Friday 22 November 2013

Sesame Mucho (Sesame Bars)

In my quest to make healthy energy bars, I had a few breakthroughs in the last couple of weeks. Today, I will give you a quick recipe for sesame bars - really good for trips and for fast energy before, during and after workouts. Because they contain a lot of sesame and sesame is very high in calcium, these energy bars also give you a serious calcium boost. If you eat half of the bars (7) in one day, you have around a quarter of your RDA.

You need:
- 1/4 cup of sesame
- 1 cup of cashews
- 1 1/2 cups of dates

You do:
Grind the sesame into powder in a seed or coffee grinder. Mix all the ingredients in a powerful food processor until you have a firm dough of a somewhat coarse nature.

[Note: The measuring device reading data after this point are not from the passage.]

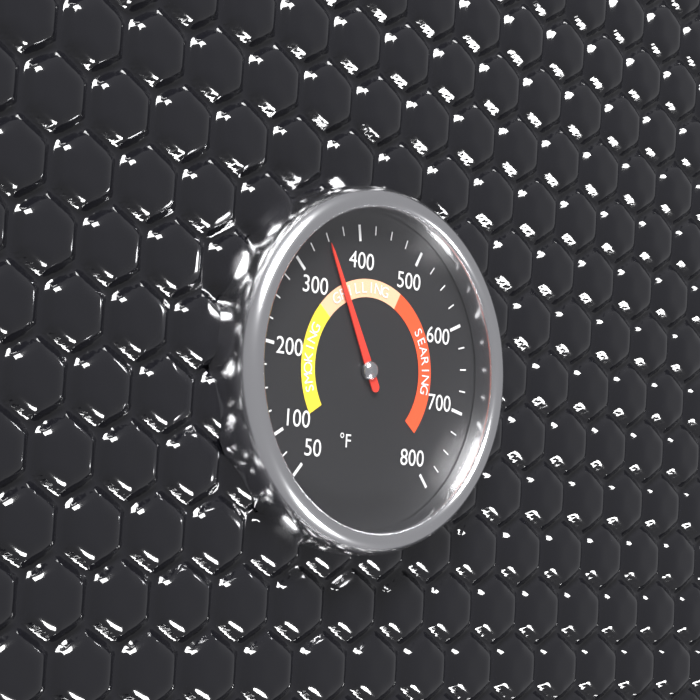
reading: 350 °F
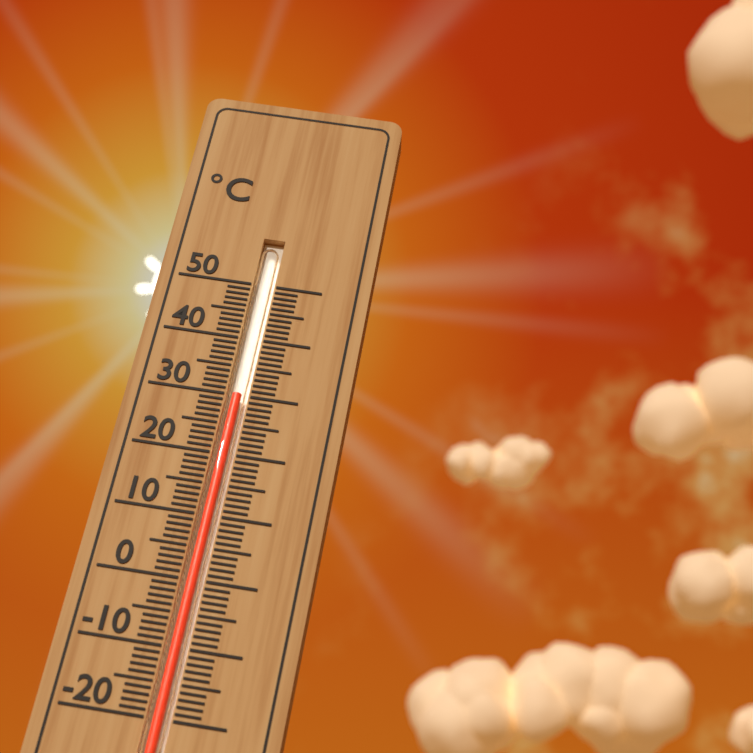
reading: 30 °C
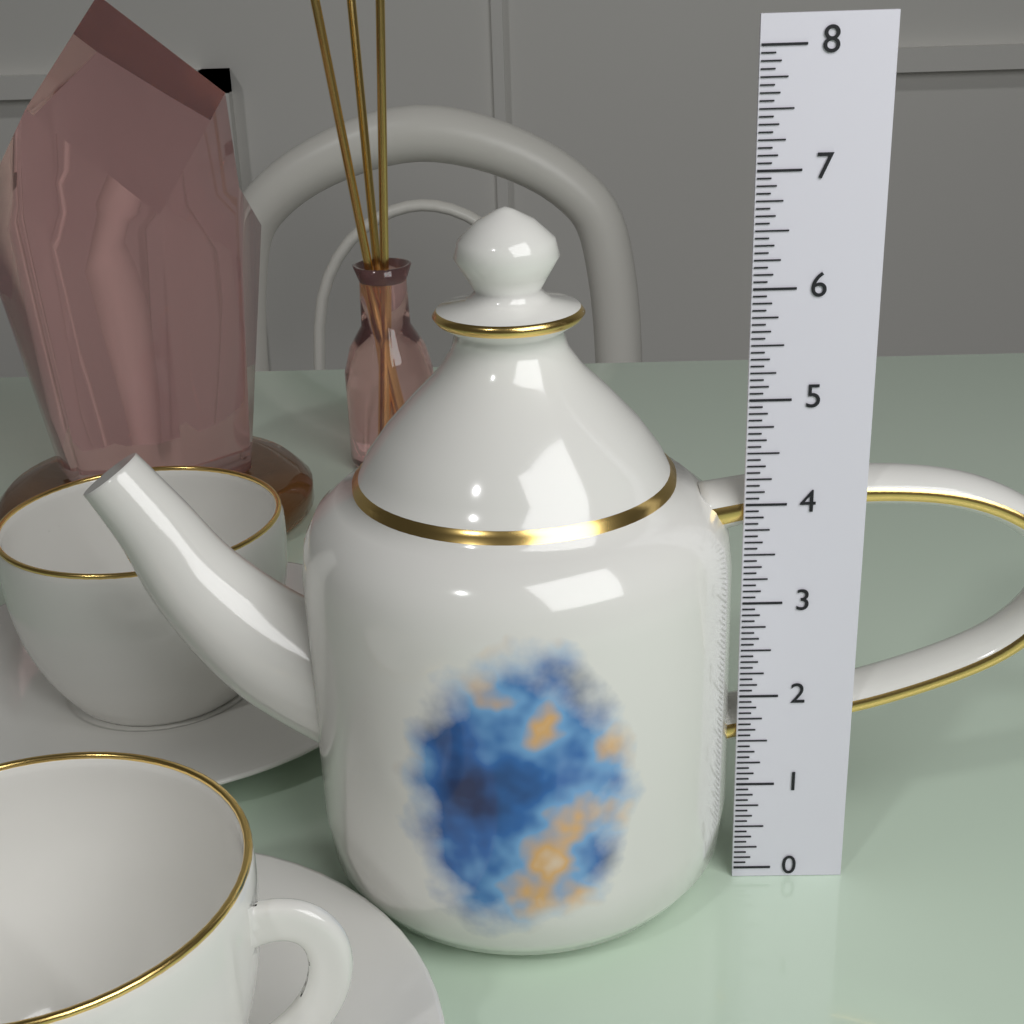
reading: 6.6875 (no unit)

Due to variations in the degree of moistness in the dates, you need to play around with the ingredients a bit. The dough should be so firm that it stays in a shape that you give it. Knead it and form it into a flat brick and then cut off the bars with a big sharp knife. Put them on a tray and in the oven for around 20 min at 200C. After baking, you need to let them cool down for about another 20 min before you eat them or put them in a box. Enjoy.

Thursday 14 November 2013

Basic Orange Smoothie (or "What's wrong with juice?")

One of the HiFi "rules" is to not drink pressed juice. This principle is often met with surprise. "What's wrong with juice?", I am often asked. Well, think about it in the following way:

How healthy a specific food is for you, is relative to what else you eat. If you consume mostly white wheat bread, pasta, meat, coffee, beer, and orange juice, then the juice is clearly the healthiest thing in your diet and stopping to drink juice would be a silly thing for you to do. In particular if juice is the only way you consume fruit. However, if you are a sugar-free, gluten-free vegan, who eats tons of fruit and vegetables and doesn't consume any psychoactive substances then juice might well be the most unhealthy thing in your diet.


The thing with juice and fresh whole fruit is not that juice is bad, but that eating fresh whole fruit is just so much BETTER. Why? Because pressing juice results in an end product that has lost not only most of its fiber, but many other good ingredients.

Let's take a glass of (raw) orange juice (250g). It has a caloric value of 112 and a calcium content of 27g and 0.5g of dietary fiber.

In comparison: 1 cup of orange (sections, 180g, from about 2 oranges) has a caloric value of 85 with 4g of dietary fiber and 72mg of calcium. If you calculate the nutritional value of the fruit with the same caloric value as a glass of juice, you get:  5.3g of fiber and 94mg of calcium, so that's more than 3 times as much calcium and more than 10 times as much fiber for the same caloric value. This holds for almost any other nutrient as well.

However, there is another factor to take into account. Orange juice is so much easier to consume: while people can easily drink a glass of orange juice a day, sadly, not many people are willing to eat 3 oranges a day. But there is an easy solution to that "problem": make an orange smoothie - you don't lose any nutritional value and you still have a refreshing drink. Just throw 3 oranges in the blender and add as much water as you want. Enjoy!

Michael

P.S. Also check out NutritionFacts' latest video on the topic.


Monday 11 November 2013

Carocolate - Carob Bars

Chocolate cravings? In need for some comfort food or some handy sweets on your road trip or something to give your kids for Christmas?
Try carocolate (carob bars). It's yummy, and according to some of my usual testers, it's the best thing I have ever created. It's vegan (of course) and very healthy 100% HiFi food, meaning it doesn't contain any added sugar, flours, or pressed oils and is high in fiber. It's also high in calcium, which is no surprise, since carob, dates, and nuts are all high in calcium. It's also very easy to take with you on trips, or cycling workouts, that's why you can use it as energy bars.

Since it doesn't need cooking or baking, it's done in about 5 min.

You need:
- 2 cups of dried dates
- 1 1/2 cups of nuts (almonds, hazelnuts or cashews)
- 1/2 cup of carob powder
- 1 vanilla bean
- pinch of cinnamon

You do:
If you want the aroma of roasted nuts in your bars, start by roasting the nuts for a couple of minutes in a oil-free pan or in the oven. Process all the ingredients in a food processor (or with a hand-blender) into a sticky coarse dough. The finer the dough, the finer the final product. Shape the dough into bars, by pressing it down and cutting it with a knife. That's it. Enjoy!